No reason has been offered by either FEMA or the Department of Homeland Security for the delay in activating OSHA's role.

Some Homeland Security officials are already starting to acknowledge significant weaknesses in the national response plan, which was completely disregarded at times during the crisis.
Hopefully this particular screw up was just another of the many that have been documented and not a deliberate neglect of worker safety. Nevertheless, OSHA's response does raise a number of issues that will need to be addressed in the coming months and years:

  • How will OSHA manage to assemble the needed resources to address the massive worker safety and health threats in the coming months and years with its current resources? At its current staffing and inspection levels, it would take federal OSHA 108 years to inspect each workplace under its jurisdiction just once.

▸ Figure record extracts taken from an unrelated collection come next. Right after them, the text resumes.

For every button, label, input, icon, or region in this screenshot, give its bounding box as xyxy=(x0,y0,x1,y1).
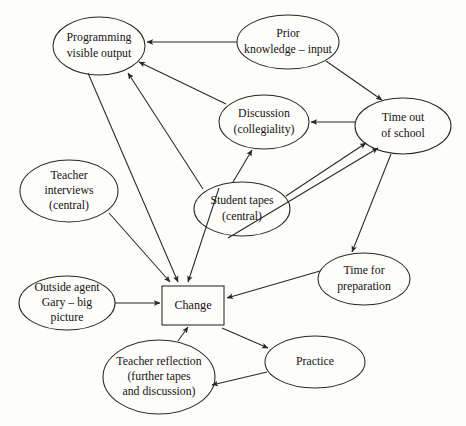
node-prior-knowledge[interactable]: Priorknowledge – input xyxy=(237,15,339,69)
node-label-line: Prior xyxy=(276,26,300,40)
edge-change-to-practice xyxy=(222,328,268,348)
node-label-line: Outside agent xyxy=(34,280,100,294)
node-time-out-of-school[interactable]: Time outof school xyxy=(355,98,451,154)
node-label-teacher-reflection: Teacher reflection(further tapesand disc… xyxy=(116,354,201,398)
edge-prior-to-time-out xyxy=(326,61,382,100)
node-label-line: interviews xyxy=(44,183,94,197)
edge-practice-to-teacher-reflection xyxy=(212,372,267,385)
node-outside-agent[interactable]: Outside agentGary – bigpicture xyxy=(19,276,115,330)
node-label-line: (central) xyxy=(222,208,262,222)
node-teacher-reflection[interactable]: Teacher reflection(further tapesand disc… xyxy=(103,340,215,414)
node-change[interactable]: Change xyxy=(162,286,224,325)
diagram-canvas: Programmingvisible outputPriorknowledge … xyxy=(0,0,466,426)
node-label-line: preparation xyxy=(337,278,391,292)
node-label-time-for-preparation: Time forpreparation xyxy=(337,263,391,292)
node-label-discussion: Discussion(collegiality) xyxy=(234,106,295,135)
edge-discussion-to-programming xyxy=(139,62,226,104)
node-label-line: (central) xyxy=(49,198,89,212)
node-label-student-tapes: Student tapes(central) xyxy=(210,193,274,222)
node-programming[interactable]: Programmingvisible output xyxy=(53,17,145,75)
node-label-line: visible output xyxy=(67,45,132,59)
node-label-line: (further tapes xyxy=(127,369,191,383)
edge-student-tapes-to-discussion xyxy=(233,150,252,182)
node-label-line: picture xyxy=(51,310,84,324)
edge-student-tapes-to-time-out xyxy=(286,143,366,196)
edge-teacher-reflection-to-change xyxy=(178,327,188,341)
node-label-practice: Practice xyxy=(296,354,334,368)
node-label-line: of school xyxy=(381,125,425,139)
edge-teacher-interviews-to-change xyxy=(109,213,170,282)
edge-programming-to-change xyxy=(88,73,178,282)
node-label-change: Change xyxy=(174,297,211,311)
node-label-line: Practice xyxy=(296,354,334,368)
diagram-svg: Programmingvisible outputPriorknowledge … xyxy=(0,0,466,426)
node-label-line: and discussion) xyxy=(122,384,195,398)
node-discussion[interactable]: Discussion(collegiality) xyxy=(219,95,309,149)
node-time-for-preparation[interactable]: Time forpreparation xyxy=(318,253,410,305)
node-label-outside-agent: Outside agentGary – bigpicture xyxy=(34,280,100,324)
node-label-line: Student tapes xyxy=(210,193,274,207)
node-label-line: Teacher reflection xyxy=(116,354,201,368)
node-label-line: Time for xyxy=(343,263,384,277)
node-label-line: Programming xyxy=(67,30,132,44)
node-practice[interactable]: Practice xyxy=(265,336,365,388)
edge-time-for-preparation-to-change xyxy=(227,271,320,298)
node-label-programming: Programmingvisible output xyxy=(67,30,132,59)
node-label-line: Teacher xyxy=(50,168,87,182)
node-label-line: (collegiality) xyxy=(234,121,295,135)
node-teacher-interviews[interactable]: Teacherinterviews(central) xyxy=(20,160,118,222)
node-label-line: Time out xyxy=(382,110,425,124)
node-label-line: Discussion xyxy=(238,106,290,120)
node-label-teacher-interviews: Teacherinterviews(central) xyxy=(44,168,94,212)
edge-student-tapes-to-programming xyxy=(128,73,203,189)
node-label-time-out-of-school: Time outof school xyxy=(381,110,425,139)
node-label-line: Change xyxy=(174,297,211,311)
edge-time-out-to-time-for-preparation xyxy=(352,154,391,252)
node-label-prior-knowledge: Priorknowledge – input xyxy=(244,26,333,55)
nodes-layer: Programmingvisible outputPriorknowledge … xyxy=(19,15,451,414)
node-label-line: Gary – big xyxy=(42,295,93,309)
node-label-line: knowledge – input xyxy=(244,41,333,55)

  • How long will OSHA remain in "compliance assistance mode" before deciding that a heavier stick is going to be needed to save lives? While you obviously don't want OSHA taking the time to write citations while the emergency is ongoing, the deadly hazards of the recovery will go on for the foreseeable future. Much of the work will undoubtedly be done by less-than-ethical contractors and low wage workers who are not trained or equipped to do the work safely. (And the suspension of Davis Bacon only makes matters worse.)

    Despite the ongoing health effects of the World Trade Center collapse, OSHA is justifiably proud of the fact that not one worker died during the entire demolition. But that took place over a few square blocks in a relatively short period of time, not thousands of square miles over the entire Gulf Coast between Florida and Texas.

  • How are workers going to learn not just that they should work safety, but that they have a right to a safe workplace, a right to be trained, a right to call for an OSHA inspection and a right to refuse work that may kill them. And that they can exercise these rights without being retaliated against.

  • How is OSHA going to deal with the fact that public employees aren't covered by OSHA in any of these states. Will they still provide technical assistance? Will they work with the states to provide some kind of enforcement? Will this ridiculous situation wake up the legislators of these states about how public employees are treated like second class citizens?